Modularity enables emergence
This story gets even more nuanced when we recall that modularity enables evolution. From The Internet is Modular:
Long before DNA was discovered, it was known that the mechanism of heredity behind biological evolution must be digital, countable, modular. Why? Evolution happens in any system with mutation, heredity, selection, and you can’t have mutation unless it is possible to add and remove parts—modularity! So, modularity is a key attribute of evolving systems.
So this can’t be reduced down to modularity = good/bad. Instead, we have two closely-related concepts, modularity and compositionality. They are nearly indistinguishable, but have radically different implications.
Both are recursively composed from smaller units.
Both have boundaries, and encourage us to treat them as black boxes.
Both are loosely coupled through interfaces.
Modular systems admit side-effects. Compositional systems do not.
That small difference makes a big difference. Modular systems can evolve, compositional systems cannot.
When designing a system, it is important to understand which we are after.
Compositional components, emergent protocols
The best material model of a cat is another, or preferably the same, cat.
(Norbert Wiener)
Our dilemma: we want living systems, but we only know how to reason about dead ones. Where does this leave us vis-a-vis non-working cats? I’m not sure. Smart people are trying to work that out. But I have a notion for a makeshift approach that may work in software ecosystems for the time-being:
Components should be compositional.
Protocols should provoke emergence.
Components should be compositional. Right now, compositional components are the only way we know to build reliable software at scale. That means large parts of our systems must be built with compositional building blocks. We just don’t know any other way (yet). Tools like Rust can help us craft more reliable software with fewer unintended side-effects.
On the other hand, protocols should provoke emergence. All of the interesting systems are emergent. Biology, economies, language, the internet, technology, culture.
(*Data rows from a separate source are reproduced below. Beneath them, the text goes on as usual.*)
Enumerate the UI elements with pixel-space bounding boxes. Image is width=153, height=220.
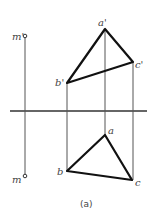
triangle-front-view — [67, 29, 133, 83]
label-m-prime: m' — [12, 31, 24, 42]
label-a: a — [108, 125, 114, 136]
label-c-prime: c' — [135, 59, 143, 70]
triangle-top-view — [67, 135, 132, 180]
label-b: b — [57, 166, 63, 177]
figure-caption: (a) — [80, 199, 93, 209]
label-a-prime: a' — [98, 17, 107, 28]
point-m — [23, 174, 27, 178]
projection-diagram: m' m a' b' c' a b c (a) — [0, 0, 153, 220]
label-m: m — [12, 174, 21, 185]
label-c: c — [135, 177, 141, 188]
label-b-prime: b' — [55, 77, 64, 88]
These evolving ecosystems are the only kind that can continually produce innovation.
The role of a protocol should be to present an interface for generating interesting side-effects together!
A story—in the beginning, the web didn’t have any side-effects. HTTP is a stateless protocol. You ask for a document, you get it. You ask for the same document, you get it again. Useful, but dull.
What really made the web kick off was the invention of CGI-scripts. CGI enabled servers to interact with the user, remember what happened, and dynamically respond to requests. Side-effects! This simple mechanism made possible the invention of forums, e-commerce, social media, web apps, the works.
Note that HTTP itself is stateless, but the architecture has space at the edge for stateful endpoints that can remember and dynamically respond. This capacity for memory and dynamic feedback is what we need to provoke emergence. In fact, feedback is memory, because the next state is the recursive result of previous states. Feedback is all you need to provoke emergence. Once it’s in the mix, the whole is no longer the sum of the parts. Instead, it is the emergent outcome of internal processes and personal history.
So, my takeaway is that memory and feedback belong somewhere at the edge of the protocol architecture, where users and developers live.
Anyway, this is what I’m thinking about while we’re building a protocol for thought.